Her husband, Ted Hughes, interestingly described her as rarely discarding a poem but continuing to work on it to get something out of it. Quoting Hughes, if she could not get a table out of the material, she was quite happy to get a chair or even a toy. The product for her was not so much a successful poem, as something that had temporarily exhausted her ingenuity.
I have been reading a lot of Plath's poetry lately. It is often very powerful in its observations. Consider the following extract from Mushrooms.
Overnight, very
Whitely, discretely,
Very quietly
Our toes, our noses
Take hold on the loam
Acquire the air
How can you fail to see mushrooms in your head, emerging, growing, on reading those lines? In my opinion, this is what makes that powerful verse.Whitely, discretely,
Very quietly
Our toes, our noses
Take hold on the loam
Acquire the air
To be able to write like that requires great observation of details in what surrounds us - something that every writer needs to be able to do. The writer's journal or notebook is good for aiding this. I am rarely without pen and paper to hand and scribble down all sorts of things that catch my eye. In theory these notes are all transcribed into my journal although I must admit to having been terribly slack on that front of late.
I was sitting outside as I first began to scribble these thoughts.
A Crimson Rosella (a red and blue type of parrot for my friends outside of Australia) was feeding on the remnants of a sunflower head in the garden, the seeds audibly cracking in its beak with sounds like the clacking of an old-fashioned typewriter. A large, black Chuff swooped down in a smooth glide to land on the edge of the bird bath, to watch me suspiciously before taking a drink. Its strange, yellow eye, looks like a solitary corn kernel in the middle of an ebony plate. A plucky Mudlark - a smallish bird in striking black and white - darted in close to my chair, checking the ground for edibles before darting away again. A Noisy Miner - related to the Asian or Indian Mynah - perched on the edge of a flower pot, glares around. This is his domain! How dare these other birds intrude!
Moving so quickly that the eye is hard pressed to distinguish the actual movements, a skink darted across the pavers, from one bit of shelter to another, its body all sinewy movement in one moment and frozen stillness the next.
All fascinating little observations in only a few minutes. Several poems have resulted from these and I look forward to using those observations in creating a sense of place in a future story.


## Instructions to follow
Copy out all the lines in the records that include the word "person".

[Dataset listings of figures]

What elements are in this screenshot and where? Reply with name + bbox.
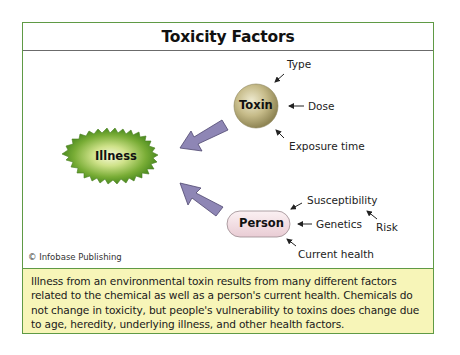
factor-type: Type bbox=[287, 58, 311, 70]
factor-current-health: Current health bbox=[298, 248, 374, 260]
factor-susceptibility: Susceptibility bbox=[307, 194, 377, 206]
toxin-label: Toxin bbox=[239, 98, 273, 112]
factor-dose: Dose bbox=[308, 100, 334, 112]
person-label: Person bbox=[239, 216, 284, 230]
factor-exposure-time: Exposure time bbox=[289, 140, 365, 152]
toxin-to-illness-arrow bbox=[180, 120, 228, 151]
person-to-illness-arrow bbox=[180, 183, 223, 216]
factor-genetics: Genetics bbox=[316, 218, 362, 230]
illness-label: Illness bbox=[95, 149, 137, 163]
diagram-graphics bbox=[0, 0, 460, 355]
factor-risk: Risk bbox=[376, 221, 398, 233]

## Response
person-label: Person bbox=[239, 216, 284, 230]
person-to-illness-arrow bbox=[180, 183, 223, 216]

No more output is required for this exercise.